Wednesday, August 13, 2008

The liberal time machine, part 1: same-sex marriage

Liberals have an odd tendency to artificially compress the timeline of history in order to exaggerate present-day burdens.

For example, Courtney Martin is a straight liberal who writes in The American Prospect about her refusal to get married as some sort of ill-advised protest against ... well, she seems to be protesting a huge cauldron of assorted social ills: racism, homophobia, gender roles, patriarchy... I'm getting worn out just listing all of America's evils.

What's Martin's problem with marriage? Click the link for the whole explanation, but this point is especially ludicrous:

I don't want to participate in an institution that's been historically sexist and currently discriminates against my gay friends, especially considering that my partner and I couldn't have been married in some states just 40 years ago (we're miscegenators)....
I can't think of a more glaring example of the tendency of liberals to willfully blind themselves to social progress. If one of your main gripes with society today is something that ended forty years ago, you're really lucky!

Martin's attempt to depict marriage as a racist institution despite Loving v. Virginia is unintentionally comical:
But the institution is still constructed in subtle ways to fit best with same-raced, preferably white, couples. Imagine a traditional wedding in which two white families are sitting on either side of the aisle. Now imagine a wedding in which one side is completely white and the other completely black. See the problem?
James Kirchik (the author of the above-linked blog post about Martin's article) has the right answer:
No, I don't. Sounds like a wonderful example of America's exceptional multiculturalism to me.
But even if you do have a problems with that specific tradition, don't blame the government -- blame ordinary people. They're the ones who choose to practice those traditions. The government doesn't care what you do.

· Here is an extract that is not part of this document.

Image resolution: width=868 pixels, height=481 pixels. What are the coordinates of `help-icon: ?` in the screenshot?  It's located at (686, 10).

If Martin really believes seating arrangements in interracial marriages are a "problem," she could just ... solve the problem by getting married without having "a traditional wedding." No one's forcing you to do things the way they're done in movies.

But that implies that she's arguing in good faith -- that she'd love to make society better, and has unfortunately been thwarted by the man. Well, that's hard to believe. For liberals like Courtney Martin, politics isn't about solving problems at all. It's about wallowing in them.

7 comments:

Nihimon said...

Wow... I guess I wasn't expecting this kind of observation from you... I just came for the Grunge, but I have to say "Preach on!"

Tully said...

More likely is that Martin is a neurotic young woman insecure about her own personal romantic situation, and thus feels compelled to rationalize/justify her situation to herself and others.

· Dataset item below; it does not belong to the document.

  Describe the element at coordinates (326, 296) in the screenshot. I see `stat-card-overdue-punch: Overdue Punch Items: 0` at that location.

"I didn't want a beer anyway, because brewers are part of the corporate-industrial godarchy!"

Heh.

John Bisceglia said...

Our souls are equal. Our children's souls are equal. More and more of us will not pay into a federal system that excludes us, because it is immoral to deny our families and children civil marriage (gay tax protest).

John Althouse Cohen said...

Yes, that's an excellent strategy for gay people to secure equal rights: portraying themselves as resentful scofflaws.

John Bisceglia said...

Well, I was never a "resentful scofflaw" until I experienced how this lack of legal rights and protections can absolutely devastate one's entire life. Yes, myself and others ARE resentful of the unethical and immoral tax burden our families endure, so we are withholding tax not out of spite, but simple math:

EQUAL RIGHTS = EQUAL TAX. Period.

John Althouse Cohen said...

Well, I was never a "resentful scofflaw" until...

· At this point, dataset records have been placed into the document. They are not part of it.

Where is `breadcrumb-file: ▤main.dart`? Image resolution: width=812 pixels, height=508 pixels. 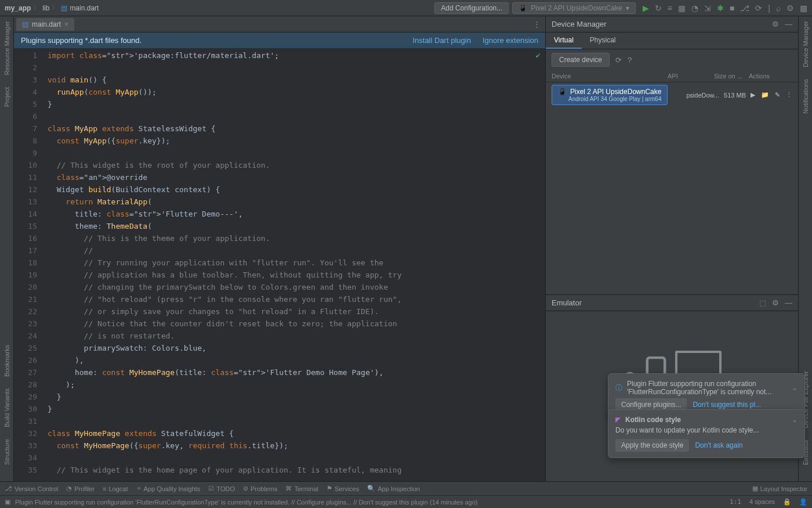
breadcrumb-file: ▤main.dart is located at coordinates (80, 8).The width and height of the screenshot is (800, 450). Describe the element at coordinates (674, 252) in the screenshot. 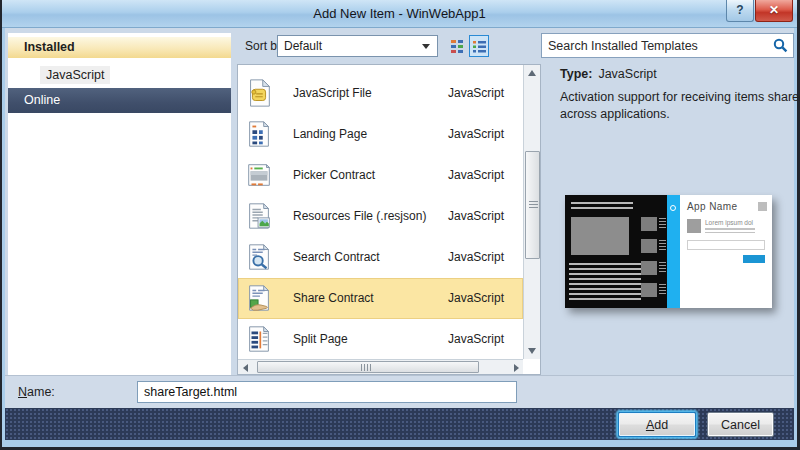

I see `preview-accent-stripe` at that location.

OK, so you admit that "resentful scofflaw" is an accurate label for what you're talking about doing.

I stand by my comment that that's not a good image for proponents of same-sex marriage.

There's a difference between what's theoretically justifiable in the abstract, and what's actually effective for achieving your goals. If your goal is simply expressing your own righteousness, you may have found a way to do that. But if same-sex marriage is really such a momentous issue -- and I agree that it is -- then the goal should be to actually get same-sex marriage enacted.

The answer isn't negativity; it's positivity.

John Bisceglia said...

I still think you do not understand the motivation behind tax resistance (and you're not alone).

Live 20-30 years, have YOUR family & children experience REAL harmful discrimination, and then see if YOU would give a rat's patootie about any perceived "good image" or not. You'd most likely react like many of us, simply refuse to comply IN ANY WAY with the one discriminating.

Tax withholding is NOT about holding one's breath until we get our way; it is about a complete refusal to submit to our government's inhuman treatment of our families.

Not bowing to the slave owner = TAX RESISTANCE.

Sharing personal stories (#1 most effective means), outreach, volunteering at LGBT organizations, etc. = HELPING THE MARRIAGE EQUALITY MOVEMENT.